At Least 42 Killed in Eastern Chad as Communities Clash Over Water Resources

At least 42 people have been killed and several others wounded in eastern Chad following violent clashes between communities over access to water — a resource that has become increasingly scarce amid recurring droughts and environmental degradation across the Sahel region.

Local officials confirmed that the fighting erupted in Wadai Region, where herder and farming communities have been locked in a cycle of tension over shrinking water points. The violence quickly escalated, with both sides deploying weapons in what witnesses described as a pre-dawn attack on a lakeside settlement.

Security forces were deployed to the area, and a curfew has been imposed as authorities attempt to prevent further bloodshed. The Governor of Wadai Region called for calm and promised a full investigation into the incident.

Water-related violence is not new to Chad or the broader Lake Chad Basin region. As climate change intensifies — shortening rainy seasons, shrinking Lake Chad itself, and pushing herder communities further south in search of pasture — competition for water and grazing land has become a structural driver of conflict across central Africa.

The United Nations has previously warned that environmental stress is compounding existing ethnic and political tensions in the region, creating conditions ripe for intercommunal violence. The Lake Chad Basin Commission has been working on water-sharing frameworks, but implementation has been hampered by weak state presence in remote areas and competing development priorities.

Aid organisations operating in eastern Chad have expressed alarm at the growing frequency of such incidents. Several NGOs have called for emergency humanitarian corridors to be established in affected villages, where access to clean water has become a daily struggle even absent the violence.

Climate and Conflict Intertwined

Chad is among the world’s most climate-vulnerable nations. The country’s Sahel belt has seen decades of land degradation, desertification, and irregular rainfall. The shrinkage of Lake Chad — which has lost roughly 90% of its surface area since the 1960s — has displaced millions and intensified competition between farmers and pastoralists.

International observers are now urging the Chadian government to treat water security as a national security priority, warning that without structural interventions, resource-driven violence could become a permanent feature of life in the country’s eastern regions.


WHAT YOU NEED TO DO —
Search the records for the string "college" and copy every line in which it appears.

===== DATA FOR PROCESSING

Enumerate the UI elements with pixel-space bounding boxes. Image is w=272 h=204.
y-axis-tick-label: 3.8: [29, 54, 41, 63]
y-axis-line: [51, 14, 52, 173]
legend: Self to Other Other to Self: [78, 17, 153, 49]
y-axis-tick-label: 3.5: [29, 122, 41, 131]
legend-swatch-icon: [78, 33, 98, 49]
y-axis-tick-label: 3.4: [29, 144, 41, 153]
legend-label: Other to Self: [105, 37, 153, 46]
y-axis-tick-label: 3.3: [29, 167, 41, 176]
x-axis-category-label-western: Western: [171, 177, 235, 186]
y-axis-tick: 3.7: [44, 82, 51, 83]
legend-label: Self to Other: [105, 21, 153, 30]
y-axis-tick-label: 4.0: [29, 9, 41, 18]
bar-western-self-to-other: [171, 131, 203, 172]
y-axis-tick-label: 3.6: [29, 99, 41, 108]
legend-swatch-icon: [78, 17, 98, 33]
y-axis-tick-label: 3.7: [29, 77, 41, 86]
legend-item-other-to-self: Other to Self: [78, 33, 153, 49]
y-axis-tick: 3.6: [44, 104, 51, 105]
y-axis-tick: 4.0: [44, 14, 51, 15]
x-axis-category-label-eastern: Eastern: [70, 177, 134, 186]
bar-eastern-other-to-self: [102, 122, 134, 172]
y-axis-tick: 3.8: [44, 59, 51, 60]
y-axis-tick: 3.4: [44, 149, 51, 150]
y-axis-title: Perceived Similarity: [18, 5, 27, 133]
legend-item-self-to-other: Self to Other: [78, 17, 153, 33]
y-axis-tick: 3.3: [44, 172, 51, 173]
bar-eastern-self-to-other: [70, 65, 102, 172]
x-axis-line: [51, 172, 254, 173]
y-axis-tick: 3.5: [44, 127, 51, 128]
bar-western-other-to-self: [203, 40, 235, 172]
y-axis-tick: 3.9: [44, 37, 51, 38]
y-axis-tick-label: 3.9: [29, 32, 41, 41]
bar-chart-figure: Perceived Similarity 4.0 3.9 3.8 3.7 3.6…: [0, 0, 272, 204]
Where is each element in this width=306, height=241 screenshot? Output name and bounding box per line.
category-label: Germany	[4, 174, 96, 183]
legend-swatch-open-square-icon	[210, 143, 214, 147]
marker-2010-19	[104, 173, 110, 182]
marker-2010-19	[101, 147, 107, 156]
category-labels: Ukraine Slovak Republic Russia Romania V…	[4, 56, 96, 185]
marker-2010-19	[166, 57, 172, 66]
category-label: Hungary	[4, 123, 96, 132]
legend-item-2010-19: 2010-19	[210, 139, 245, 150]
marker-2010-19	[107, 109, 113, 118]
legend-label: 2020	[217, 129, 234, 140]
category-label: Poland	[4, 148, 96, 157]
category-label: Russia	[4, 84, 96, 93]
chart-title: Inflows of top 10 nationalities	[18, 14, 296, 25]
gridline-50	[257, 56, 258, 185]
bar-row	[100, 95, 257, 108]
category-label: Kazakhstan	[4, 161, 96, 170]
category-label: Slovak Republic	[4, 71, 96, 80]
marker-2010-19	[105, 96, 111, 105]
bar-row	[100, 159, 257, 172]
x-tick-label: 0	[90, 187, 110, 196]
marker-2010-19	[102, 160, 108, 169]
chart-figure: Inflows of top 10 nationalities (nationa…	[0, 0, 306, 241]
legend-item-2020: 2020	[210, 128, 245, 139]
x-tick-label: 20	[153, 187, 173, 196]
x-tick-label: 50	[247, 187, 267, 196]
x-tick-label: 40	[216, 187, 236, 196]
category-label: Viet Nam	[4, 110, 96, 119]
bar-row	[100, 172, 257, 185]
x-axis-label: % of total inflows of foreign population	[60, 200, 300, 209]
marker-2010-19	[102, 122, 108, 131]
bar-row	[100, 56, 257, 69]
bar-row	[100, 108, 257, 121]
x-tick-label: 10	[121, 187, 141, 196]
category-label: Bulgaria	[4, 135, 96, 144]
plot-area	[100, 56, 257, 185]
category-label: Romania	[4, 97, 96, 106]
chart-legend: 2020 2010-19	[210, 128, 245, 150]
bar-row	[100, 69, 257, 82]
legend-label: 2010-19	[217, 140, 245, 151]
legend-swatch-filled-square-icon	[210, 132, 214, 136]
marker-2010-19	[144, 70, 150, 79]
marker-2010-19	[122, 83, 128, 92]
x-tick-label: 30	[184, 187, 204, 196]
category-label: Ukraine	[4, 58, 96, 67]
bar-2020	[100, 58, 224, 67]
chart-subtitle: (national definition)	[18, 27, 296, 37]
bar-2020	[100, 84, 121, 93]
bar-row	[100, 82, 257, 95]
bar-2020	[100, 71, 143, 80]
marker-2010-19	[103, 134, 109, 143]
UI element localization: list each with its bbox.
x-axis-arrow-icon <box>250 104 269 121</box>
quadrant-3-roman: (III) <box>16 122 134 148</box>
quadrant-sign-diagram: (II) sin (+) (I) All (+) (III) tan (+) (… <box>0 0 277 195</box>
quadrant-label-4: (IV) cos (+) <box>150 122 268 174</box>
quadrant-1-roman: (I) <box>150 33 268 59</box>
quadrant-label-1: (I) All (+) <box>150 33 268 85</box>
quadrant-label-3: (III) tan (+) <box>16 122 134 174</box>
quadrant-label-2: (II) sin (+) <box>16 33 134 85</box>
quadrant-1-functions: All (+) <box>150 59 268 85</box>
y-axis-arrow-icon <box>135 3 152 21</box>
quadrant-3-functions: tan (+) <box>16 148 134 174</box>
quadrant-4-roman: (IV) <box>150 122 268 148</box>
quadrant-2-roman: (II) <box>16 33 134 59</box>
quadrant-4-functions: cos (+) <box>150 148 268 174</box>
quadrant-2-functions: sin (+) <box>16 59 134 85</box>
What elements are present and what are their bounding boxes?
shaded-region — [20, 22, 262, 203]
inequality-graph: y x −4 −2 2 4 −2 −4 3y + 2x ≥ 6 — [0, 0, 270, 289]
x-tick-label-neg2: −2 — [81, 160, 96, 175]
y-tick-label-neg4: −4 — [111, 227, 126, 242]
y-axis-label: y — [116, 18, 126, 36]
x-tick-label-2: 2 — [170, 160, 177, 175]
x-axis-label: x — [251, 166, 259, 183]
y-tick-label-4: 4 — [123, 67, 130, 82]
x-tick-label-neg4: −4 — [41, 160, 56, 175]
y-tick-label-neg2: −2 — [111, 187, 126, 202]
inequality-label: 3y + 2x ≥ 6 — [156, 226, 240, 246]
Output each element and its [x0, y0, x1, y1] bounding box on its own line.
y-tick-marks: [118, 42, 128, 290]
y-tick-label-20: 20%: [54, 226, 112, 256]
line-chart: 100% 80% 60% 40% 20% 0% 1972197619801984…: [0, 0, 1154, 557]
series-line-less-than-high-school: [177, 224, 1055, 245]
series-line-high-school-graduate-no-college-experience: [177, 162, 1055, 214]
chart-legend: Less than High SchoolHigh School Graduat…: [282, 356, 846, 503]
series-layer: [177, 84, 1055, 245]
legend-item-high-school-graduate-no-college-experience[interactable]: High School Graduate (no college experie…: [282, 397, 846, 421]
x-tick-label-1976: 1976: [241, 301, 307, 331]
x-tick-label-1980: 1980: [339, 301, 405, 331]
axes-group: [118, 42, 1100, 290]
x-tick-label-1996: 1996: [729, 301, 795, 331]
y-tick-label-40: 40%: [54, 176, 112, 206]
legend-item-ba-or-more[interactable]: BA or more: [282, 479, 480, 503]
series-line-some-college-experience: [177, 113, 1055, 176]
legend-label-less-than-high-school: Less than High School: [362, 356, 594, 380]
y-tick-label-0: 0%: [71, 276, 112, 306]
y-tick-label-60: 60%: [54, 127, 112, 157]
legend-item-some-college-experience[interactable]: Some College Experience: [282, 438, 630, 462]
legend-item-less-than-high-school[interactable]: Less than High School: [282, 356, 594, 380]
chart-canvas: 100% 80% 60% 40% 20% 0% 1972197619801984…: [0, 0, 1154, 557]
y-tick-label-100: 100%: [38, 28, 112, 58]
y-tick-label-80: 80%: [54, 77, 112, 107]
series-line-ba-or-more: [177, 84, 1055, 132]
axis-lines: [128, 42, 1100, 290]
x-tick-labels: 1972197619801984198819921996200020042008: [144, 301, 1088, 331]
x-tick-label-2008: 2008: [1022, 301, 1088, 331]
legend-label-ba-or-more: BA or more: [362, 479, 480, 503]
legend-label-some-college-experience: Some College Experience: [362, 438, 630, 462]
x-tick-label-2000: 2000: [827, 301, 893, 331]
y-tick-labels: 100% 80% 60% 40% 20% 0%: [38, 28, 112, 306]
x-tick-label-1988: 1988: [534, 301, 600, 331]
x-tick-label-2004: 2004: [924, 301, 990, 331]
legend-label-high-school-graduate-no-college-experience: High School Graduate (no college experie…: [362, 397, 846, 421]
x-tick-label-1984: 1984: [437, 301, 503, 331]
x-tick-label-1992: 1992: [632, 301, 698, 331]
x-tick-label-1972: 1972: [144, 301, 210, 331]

==========

RESULT —
series-line-high-school-graduate-no-college-experience: [177, 162, 1055, 214]
legend-item-high-school-graduate-no-college-experience[interactable]: High School Graduate (no college experie…: [282, 397, 846, 421]
series-line-some-college-experience: [177, 113, 1055, 176]
legend-item-some-college-experience[interactable]: Some College Experience: [282, 438, 630, 462]
legend-label-some-college-experience: Some College Experience: [362, 438, 630, 462]
legend-label-high-school-graduate-no-college-experience: High School Graduate (no college experie…: [362, 397, 846, 421]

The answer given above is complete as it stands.